Album ReviewEssential
JADE - THAT'S SHOWBIZ BABY!
Bold strokes, messy joins, songs that lurch and clash and dazzle, it's an album that insists on being an event.
From the first juddering seconds of 'Angel of My Dreams' it's obvious JADE has no intention of offering the usual polite, risk-averse introduction to her solo career; instead she barrels in with something stitched together like a mad cabaret act, flipping through styles like a magician riffling a deck of cards, daring us to keep up, daring us to roll our eyes and miss the gag, and in the process making it very clear that she knows exactly what she's doing. After a decade of being one-quarter-slash-third of Britain's most successful girl group, she has absolutely no interest in behaving like the dutiful alumna with the steady mid-tempo ballad and the carefully A&R-ed guest spot – she's decided her first statement has to be part spectacle, part provocation, part confession, and all hers.
The result is an album that delights in its own contradictions. It's messy but exacting, camp but tender, wry but emotionally direct. JADE has described her approach as "Frankenstein"-ing songs together – "Frankenstein pop", if you like – and it fits: tracks veer between modes, sewn together at unlikely angles, switching register just as they seem to be settling. In less capable hands, the whole thing would dissolve into novelty, but the chaos is held in place by a centre of gravity that is pure personality. This is music that thrives on audacity, a kind of knowing, distinctly British audacity cheek with an instinct to undercut drama with humour and to let a punchline land right in the middle of a heart-on-sleeve confession.
What's most striking is how those contradictions play out across the record. One song will be a straight-faced disco fantasia, all rhapsodic synths and breathless exhortations. The next will be an abrasive tangle of distorted beats, where she casts herself as the problem in the relationship. A track that begins like a bawdy Western skit – 'Midnight Cowboy', complete with a cheeky scene-setting intro from Ncuti Gatwa – quickly mutates into a ribald club anthem. Another paints longing in oddly grotesque imagery, as if to admit insecurity by making it cartoonishly vivid. Rather than collapsing under the weight of ideas, the album feeds off their friction. Each jarring left turn is its own kind of punchline, and JADE knows exactly when to let the listener in on the joke.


◆ Task statement ◆
Every line of the entries below that mentions "females" is to be copied out.

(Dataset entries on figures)

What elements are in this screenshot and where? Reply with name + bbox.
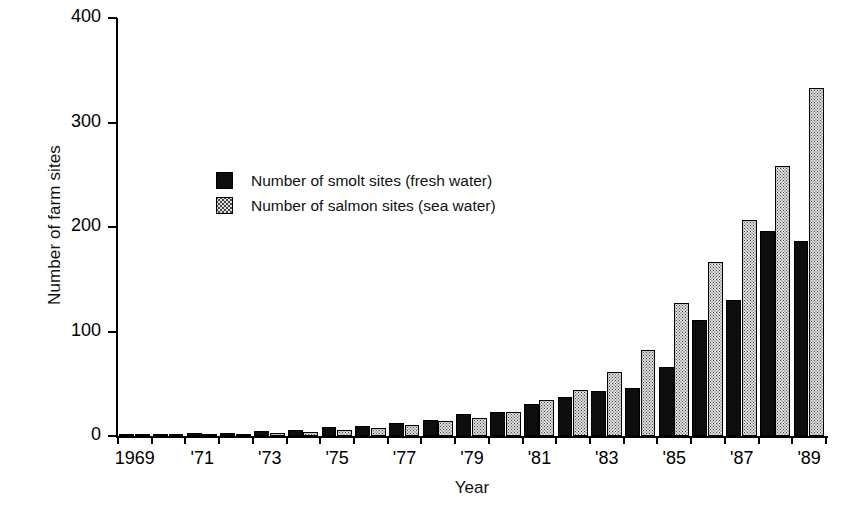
y-axis-tick-label: 100 [71, 320, 101, 340]
plot-area [118, 18, 826, 436]
bar-salmon-89 [809, 88, 824, 436]
x-axis-tick-label: '81 [528, 447, 551, 469]
bar-smolt-82 [558, 397, 573, 436]
x-axis-tick-label: '85 [663, 447, 686, 469]
x-axis-tick [825, 437, 827, 444]
bar-smolt-84 [625, 388, 640, 436]
x-axis-tick [791, 437, 793, 444]
x-axis-tick [589, 437, 591, 444]
x-axis-tick [387, 437, 389, 444]
bar-smolt-1969 [119, 434, 134, 436]
x-axis-tick [555, 437, 557, 444]
x-axis-tick [151, 437, 153, 444]
bar-smolt-76 [355, 426, 370, 436]
bar-smolt-70 [153, 434, 168, 436]
bar-salmon-84 [641, 350, 656, 436]
bar-smolt-74 [288, 430, 303, 436]
chart-legend: Number of smolt sites (fresh water) Numb… [216, 168, 496, 218]
x-axis-tick [286, 437, 288, 444]
bar-salmon-83 [607, 372, 622, 436]
legend-label-salmon: Number of salmon sites (sea water) [251, 197, 496, 215]
bar-salmon-86 [708, 262, 723, 437]
y-axis-tick-label: 400 [71, 6, 101, 26]
bar-salmon-1969 [135, 434, 150, 436]
y-axis-tick-label: 300 [71, 111, 101, 131]
x-axis-tick [690, 437, 692, 444]
legend-swatch-salmon-icon [216, 197, 233, 214]
legend-swatch-smolt-icon [216, 172, 233, 189]
x-axis-tick [184, 437, 186, 444]
bar-salmon-75 [337, 430, 352, 436]
bar-salmon-74 [303, 432, 318, 436]
y-axis-tick: 300 [108, 122, 117, 124]
x-axis-tick [353, 437, 355, 444]
x-axis-tick [319, 437, 321, 444]
y-axis-tick-label: 0 [91, 424, 101, 444]
x-axis-tick-label: '89 [797, 447, 820, 469]
bar-smolt-89 [794, 241, 809, 436]
bar-smolt-83 [591, 391, 606, 436]
x-axis-tick [117, 437, 119, 444]
bar-smolt-87 [726, 300, 741, 436]
bar-salmon-88 [775, 166, 790, 436]
bar-salmon-77 [405, 425, 420, 436]
bar-salmon-85 [674, 303, 689, 436]
x-axis-tick [252, 437, 254, 444]
bar-smolt-73 [254, 431, 269, 436]
bar-salmon-87 [742, 220, 757, 436]
bar-smolt-71 [187, 433, 202, 436]
bar-smolt-78 [423, 420, 438, 436]
y-axis-tick: 400 [108, 17, 117, 19]
bar-smolt-75 [322, 427, 337, 436]
bar-salmon-71 [202, 434, 217, 436]
x-axis-tick-label: '87 [730, 447, 753, 469]
x-axis-title: Year [118, 478, 826, 498]
bar-salmon-79 [472, 418, 487, 436]
bar-smolt-77 [389, 423, 404, 436]
legend-item-smolt: Number of smolt sites (fresh water) [216, 168, 496, 193]
legend-item-salmon: Number of salmon sites (sea water) [216, 193, 496, 218]
x-axis-tick-label: '79 [460, 447, 483, 469]
x-axis-tick [454, 437, 456, 444]
y-axis-title: Number of farm sites [45, 75, 65, 375]
x-axis-tick [623, 437, 625, 444]
x-axis-tick-label: '71 [191, 447, 214, 469]
y-axis-tick: 200 [108, 226, 117, 228]
x-axis-tick-label: '75 [325, 447, 348, 469]
x-axis-tick [420, 437, 422, 444]
bar-salmon-73 [270, 433, 285, 436]
bar-salmon-80 [506, 412, 521, 436]
bar-smolt-86 [692, 320, 707, 436]
x-axis-tick [724, 437, 726, 444]
x-axis-tick-label: 1969 [115, 447, 155, 469]
y-axis-tick: 100 [108, 331, 117, 333]
x-axis-tick [656, 437, 658, 444]
y-axis-tick-label: 200 [71, 215, 101, 235]
bar-salmon-81 [539, 400, 554, 436]
x-axis-tick [758, 437, 760, 444]
x-axis-line [116, 436, 828, 438]
bar-smolt-88 [760, 231, 775, 436]
bar-smolt-72 [220, 433, 235, 436]
y-axis-tick: 0 [108, 435, 117, 437]
bar-salmon-72 [236, 434, 251, 436]
bar-salmon-82 [573, 390, 588, 436]
x-axis-tick-label: '73 [258, 447, 281, 469]
x-axis-tick-label: '83 [595, 447, 618, 469]
x-axis-tick [522, 437, 524, 444]
bar-salmon-78 [438, 421, 453, 436]
bar-salmon-70 [169, 434, 184, 436]
legend-label-smolt: Number of smolt sites (fresh water) [251, 172, 492, 190]
bar-smolt-80 [490, 412, 505, 436]
x-axis-tick [218, 437, 220, 444]
bar-chart-figure: Number of farm sites Year 0100200300400 … [0, 0, 848, 512]
bar-smolt-85 [659, 367, 674, 436]
x-axis-tick-label: '77 [393, 447, 416, 469]
x-axis-tick [488, 437, 490, 444]
bar-smolt-81 [524, 404, 539, 436]
bar-smolt-79 [456, 414, 471, 436]
bar-salmon-76 [371, 428, 386, 436]
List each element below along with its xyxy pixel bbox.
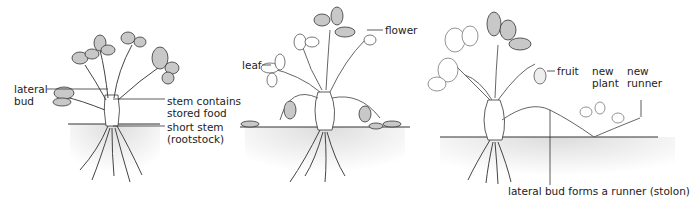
- label-leaf: leaf: [242, 59, 262, 71]
- label-flower: flower: [385, 24, 417, 36]
- fruit-shape: [534, 68, 546, 84]
- label-new-runner: new runner: [627, 65, 662, 89]
- panel-1-plant: [47, 32, 179, 194]
- label-fruit: fruit: [557, 65, 579, 77]
- label-runner-stolon: lateral bud forms a runner (stolon): [508, 185, 690, 197]
- panel-3-plant: [428, 12, 675, 192]
- label-lateral-bud: lateral bud: [14, 83, 48, 107]
- label-short-stem-rootstock: short stem (rootstock): [167, 121, 224, 145]
- label-new-plant: new plant: [592, 65, 619, 89]
- label-stem-contains-stored-food: stem contains stored food: [167, 95, 241, 119]
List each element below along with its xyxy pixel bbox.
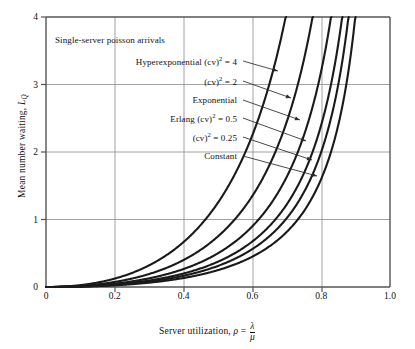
annotation-note: Single-server poisson arrivals [55, 35, 165, 45]
annotation-erlang-0.5-main: Erlang (cv) [170, 114, 212, 124]
annotation-exponential: Exponential [192, 95, 237, 105]
annotation-hyperexponential-4-tail: = 4 [223, 57, 237, 67]
annotation-constant: Constant [204, 151, 237, 161]
annotation-cv-0.25: (cv)2 = 0.25 [193, 131, 237, 142]
annotation-cv-0.25-main: (cv) [193, 133, 208, 143]
annotation-cv-2-tail: = 2 [223, 77, 237, 87]
x-tick-label-1: 0.2 [109, 291, 121, 301]
y-axis-title-prefix: Mean number waiting, [17, 105, 27, 198]
x-tick-label-3: 0.6 [246, 291, 258, 301]
tick-marks-y [41, 17, 46, 220]
x-axis-title-numerator: λ [250, 322, 255, 332]
y-axis-title: Mean number waiting, LQ [17, 66, 29, 226]
x-axis-title: Server utilization, ρ = λμ [0, 322, 415, 342]
x-axis-title-denominator: μ [250, 332, 255, 343]
annotation-cv-0.25-tail: = 0.25 [211, 133, 237, 143]
x-axis-title-equals: = [238, 326, 249, 336]
annotation-erlang-0.5-tail: = 0.5 [216, 114, 237, 124]
y-axis-title-symbol: L [17, 100, 27, 105]
y-tick-label-0: 0 [8, 282, 38, 292]
x-tick-label-0: 0 [44, 291, 49, 301]
x-axis-title-prefix: Server utilization, [159, 326, 233, 336]
x-tick-label-4: 0.8 [315, 291, 327, 301]
y-tick-label-4: 4 [8, 12, 38, 22]
tick-marks-x [115, 287, 322, 292]
x-tick-label-5: 1.0 [384, 291, 396, 301]
annotation-cv-2-main: (cv) [204, 77, 219, 87]
annotation-erlang-0.5: Erlang (cv)2 = 0.5 [170, 112, 237, 123]
queueing-curves-chart [0, 0, 415, 349]
annotation-hyperexponential-4: Hyperexponential (cv)2 = 4 [136, 55, 237, 66]
x-tick-label-2: 0.4 [178, 291, 190, 301]
x-axis-title-fraction: λμ [250, 322, 255, 342]
annotation-cv-2: (cv)2 = 2 [204, 75, 237, 86]
annotation-hyperexponential-4-main: Hyperexponential (cv) [136, 57, 219, 67]
y-axis-title-subscript: Q [21, 94, 29, 99]
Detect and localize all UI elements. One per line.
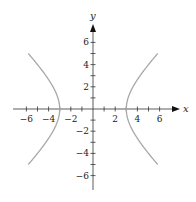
axes: xy [13,10,189,190]
x-tick-label: 2 [112,114,118,124]
y-tick-label: −2 [76,126,89,136]
x-tick-label: −4 [42,114,56,124]
y-tick-label: 4 [83,60,89,70]
x-tick-label: −6 [20,114,34,124]
y-tick-label: −6 [76,171,90,181]
x-tick-label: −2 [64,114,77,124]
y-axis-label: y [89,10,96,21]
y-tick-label: 2 [83,82,89,92]
y-axis-arrow-icon [90,24,96,32]
x-tick-label: 4 [135,114,141,124]
hyperbola-plot: xy −6−4−2246642−2−4−6 [0,0,196,202]
y-tick-label: 6 [83,37,89,47]
x-axis-arrow-icon [172,106,180,112]
x-axis-label: x [183,103,189,114]
x-tick-label: 6 [157,114,163,124]
y-tick-label: −4 [76,148,90,158]
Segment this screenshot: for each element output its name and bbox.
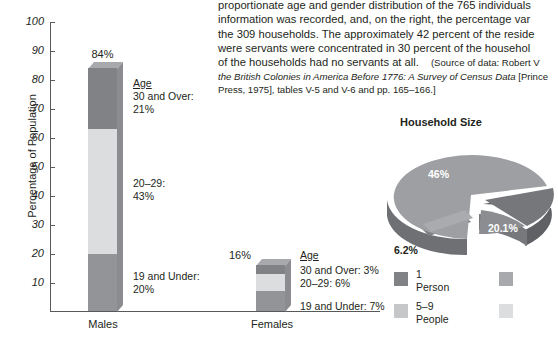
pie-top-faces bbox=[394, 155, 554, 239]
callout-males-under19-value: 20% bbox=[133, 283, 200, 296]
callout-females-age: Age 30 and Over: 3% 20–29: 6% 19 and Und… bbox=[300, 249, 385, 313]
y-tick-mark-40 bbox=[50, 196, 55, 197]
bar-males-segment-19-and-under bbox=[88, 254, 117, 311]
callout-males-age: Age 30 and Over: 21% bbox=[133, 77, 194, 116]
bar-females-value-label: 16% bbox=[222, 249, 251, 261]
caption-line-5-text: of the households had no servants at all… bbox=[218, 56, 419, 68]
callout-males-over30-value: 21% bbox=[133, 103, 194, 116]
y-tick-label-40: 40 bbox=[14, 190, 44, 201]
y-tick-label-90: 90 bbox=[14, 45, 44, 56]
callout-males-age-heading: Age bbox=[133, 77, 152, 89]
bar-females-segment-30-and-over bbox=[256, 265, 285, 274]
y-tick-mark-100 bbox=[50, 22, 55, 23]
bar-males-segment-20-29 bbox=[88, 129, 117, 254]
bar-females-segment-20-29 bbox=[256, 274, 285, 291]
pie-label-20-1: 20.1% bbox=[488, 222, 518, 234]
caption-line-1: proportionate age and gender distributio… bbox=[218, 0, 558, 12]
bar-females-segment-19-and-under bbox=[256, 291, 285, 311]
caption-source-inline: (Source of data: Robert V bbox=[419, 57, 540, 68]
bar-females-front bbox=[256, 265, 285, 311]
caption-source-title: the British Colonies in America Before 1… bbox=[218, 71, 516, 82]
y-tick-label-50: 50 bbox=[14, 161, 44, 172]
pie-chart-figure: Household Size 46% 20.1% 6.2% bbox=[380, 110, 558, 349]
bar-females-side-face bbox=[285, 259, 292, 312]
y-tick-mark-10 bbox=[50, 283, 55, 284]
callout-females-over30: 30 and Over: 3% bbox=[300, 264, 385, 277]
caption-line-5: of the households had no servants at all… bbox=[218, 55, 558, 70]
y-tick-label-80: 80 bbox=[14, 74, 44, 85]
legend-label-5-9-people: 5–9 People bbox=[416, 300, 449, 325]
y-tick-label-30: 30 bbox=[14, 219, 44, 230]
y-tick-mark-50 bbox=[50, 167, 55, 168]
figure-caption: proportionate age and gender distributio… bbox=[218, 0, 558, 96]
legend-swatch-5-9-people bbox=[394, 304, 408, 318]
callout-males-twenties: 20–29: 43% bbox=[133, 177, 165, 203]
y-tick-mark-30 bbox=[50, 225, 55, 226]
callout-females-twenties: 20–29: 6% bbox=[300, 277, 385, 290]
bar-males-value-label: 84% bbox=[88, 48, 117, 60]
legend-label-1-person: 1 Person bbox=[416, 268, 449, 293]
caption-line-4: were servants were concentrated in 30 pe… bbox=[218, 41, 558, 55]
y-tick-label-60: 60 bbox=[14, 132, 44, 143]
bar-males-category-label: Males bbox=[80, 318, 126, 330]
pie-chart-title: Household Size bbox=[400, 116, 482, 128]
bar-males-segment-30-and-over bbox=[88, 68, 117, 129]
y-tick-label-10: 10 bbox=[14, 277, 44, 288]
y-tick-label-100: 100 bbox=[14, 16, 44, 27]
callout-males-twenties-label: 20–29: bbox=[133, 177, 165, 190]
caption-source-last-line: Press, 1975], tables V-5 and V-6 and pp.… bbox=[218, 83, 558, 96]
bar-males-side-face bbox=[117, 62, 124, 312]
y-tick-label-70: 70 bbox=[14, 103, 44, 114]
pie-label-6-2: 6.2% bbox=[394, 244, 418, 256]
callout-females-age-heading: Age bbox=[300, 249, 319, 261]
y-tick-label-20: 20 bbox=[14, 248, 44, 259]
y-tick-mark-20 bbox=[50, 254, 55, 255]
legend-swatch-col2-row1 bbox=[499, 272, 513, 286]
callout-males-under19: 19 and Under: 20% bbox=[133, 270, 200, 296]
legend-swatch-col2-row2 bbox=[499, 304, 513, 318]
y-tick-mark-60 bbox=[50, 138, 55, 139]
caption-line-2: information was recorded, and, on the ri… bbox=[218, 12, 558, 26]
callout-females-under19: 19 and Under: 7% bbox=[300, 300, 385, 313]
callout-males-under19-label: 19 and Under: bbox=[133, 270, 200, 283]
caption-source-italic-line: the British Colonies in America Before 1… bbox=[218, 70, 558, 83]
callout-males-over30-label: 30 and Over: bbox=[133, 90, 194, 103]
y-tick-mark-90 bbox=[50, 51, 55, 52]
caption-line-3: the 309 households. The approximately 42… bbox=[218, 27, 558, 41]
y-tick-mark-80 bbox=[50, 80, 55, 81]
caption-source-bracket: [Prince bbox=[516, 71, 549, 82]
legend-swatch-1-person bbox=[394, 272, 408, 286]
pie-label-46: 46% bbox=[428, 168, 449, 180]
callout-males-twenties-value: 43% bbox=[133, 190, 165, 203]
bar-males-front bbox=[88, 68, 117, 311]
bar-females-category-label: Females bbox=[247, 318, 297, 330]
y-tick-mark-70 bbox=[50, 109, 55, 110]
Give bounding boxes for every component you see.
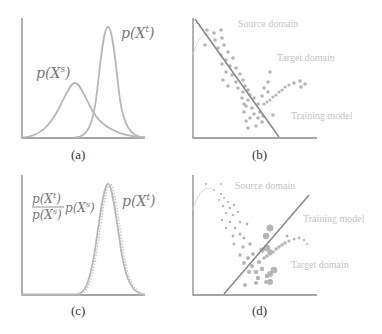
svg-text:p(Xs): p(Xs) — [32, 207, 62, 222]
target-distribution-label-c: p(Xt) — [122, 192, 155, 209]
training-model-label: Training model — [291, 110, 353, 121]
training-model-label-d: Training model — [303, 213, 365, 224]
panel-c: p(Xt) p(Xs) p(Xs) p(Xt) (c) — [22, 175, 155, 318]
caption-c: (c) — [71, 303, 85, 318]
source-domain-label: Source domain — [238, 18, 298, 29]
source-domain-label-d: Source domain — [235, 180, 295, 191]
training-model-line — [195, 19, 279, 137]
axes-d — [193, 175, 317, 295]
panel-a: p(Xs) p(Xt) (a) — [22, 18, 154, 162]
training-model-line-d — [224, 195, 309, 294]
target-distribution-label: p(Xt) — [121, 24, 154, 41]
target-domain-label-d: Target domain — [291, 259, 349, 270]
figure: p(Xs) p(Xt) (a) — [0, 0, 382, 334]
svg-text:p(Xs): p(Xs) — [65, 200, 95, 215]
reweighted-source-label: p(Xt) p(Xs) p(Xs) — [32, 191, 95, 222]
svg-text:p(Xt): p(Xt) — [32, 191, 61, 206]
caption-a: (a) — [71, 147, 85, 162]
panel-b: Source domain Target domain Training mod… — [193, 18, 353, 162]
source-distribution-label: p(Xs) — [36, 64, 70, 81]
source-distribution-curve — [22, 83, 145, 138]
caption-d: (d) — [252, 303, 267, 318]
caption-b: (b) — [252, 147, 267, 162]
scatter-points-d — [205, 183, 308, 287]
source-arc-d — [193, 188, 212, 210]
panel-d: Source domain Training model Target doma… — [193, 175, 365, 318]
target-distribution-curve — [75, 27, 145, 138]
target-domain-label: Target domain — [277, 52, 335, 63]
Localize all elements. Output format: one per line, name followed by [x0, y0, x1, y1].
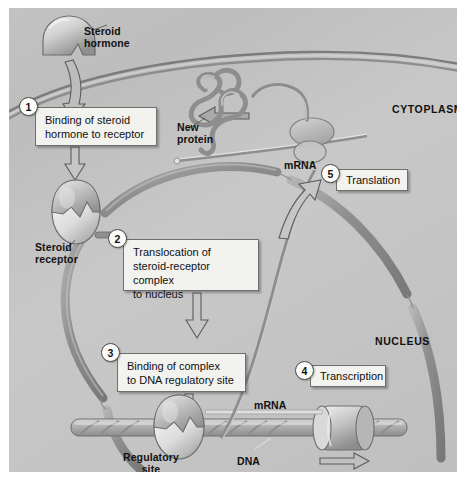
- structure-label-new-protein: New protein: [177, 122, 213, 146]
- binding-arrow: [65, 147, 85, 180]
- steroid-hormone-pathway-figure: CYTOPLASM NUCLEUS Steroid hormone New pr…: [9, 8, 457, 472]
- compartment-label-cytoplasm: CYTOPLASM: [392, 104, 457, 116]
- callout-step-5[interactable]: Translation: [336, 169, 408, 191]
- step-number-2[interactable]: 2: [108, 229, 127, 248]
- bound-receptor-complex: [154, 395, 204, 459]
- polypeptide-chain: [253, 85, 307, 120]
- callout-step-1[interactable]: Binding of steroid hormone to receptor: [35, 107, 157, 146]
- transcription-direction-arrow: [320, 453, 369, 469]
- step-number-4[interactable]: 4: [295, 361, 314, 380]
- ribosome: [290, 118, 334, 163]
- structure-label-dna: DNA: [237, 456, 260, 468]
- compartment-label-nucleus: NUCLEUS: [375, 336, 430, 348]
- diagram-canvas: CYTOPLASM NUCLEUS Steroid hormone New pr…: [0, 0, 467, 482]
- mrna-export-strand: [221, 170, 317, 438]
- structure-label-regulatory-site: Regulatory site: [123, 452, 179, 472]
- step-number-5[interactable]: 5: [321, 164, 340, 183]
- callout-step-2[interactable]: Translocation of steroid-receptor comple…: [123, 239, 259, 291]
- step-number-3[interactable]: 3: [101, 343, 120, 362]
- callout-step-3[interactable]: Binding of complex to DNA regulatory sit…: [117, 353, 246, 392]
- structure-label-mrna-cytoplasm: mRNA: [284, 160, 317, 172]
- translocation-arrow: [186, 293, 208, 338]
- step-number-1[interactable]: 1: [19, 97, 38, 116]
- structure-label-mrna-nucleus: mRNA: [254, 400, 287, 412]
- callout-step-4[interactable]: Transcription: [310, 365, 386, 387]
- structure-label-steroid-receptor: Steroid receptor: [35, 242, 78, 266]
- structure-label-steroid-hormone: Steroid hormone: [84, 26, 130, 50]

◆ Solution for this task ◆
callout-females-age: Age 30 and Over: 3% 20–29: 6% 19 and Und… bbox=[300, 249, 385, 313]
bar-females-value-label: 16% bbox=[222, 249, 251, 261]
bar-females-segment-30-and-over bbox=[256, 265, 285, 274]
bar-females-segment-20-29 bbox=[256, 274, 285, 291]
bar-females-segment-19-and-under bbox=[256, 291, 285, 311]
bar-females-front bbox=[256, 265, 285, 311]
bar-females-side-face bbox=[285, 259, 292, 312]
callout-females-over30: 30 and Over: 3% bbox=[300, 264, 385, 277]
callout-females-twenties: 20–29: 6% bbox=[300, 277, 385, 290]
callout-females-age-heading: Age bbox=[300, 249, 319, 261]
callout-females-under19: 19 and Under: 7% bbox=[300, 300, 385, 313]
bar-females-category-label: Females bbox=[247, 318, 297, 330]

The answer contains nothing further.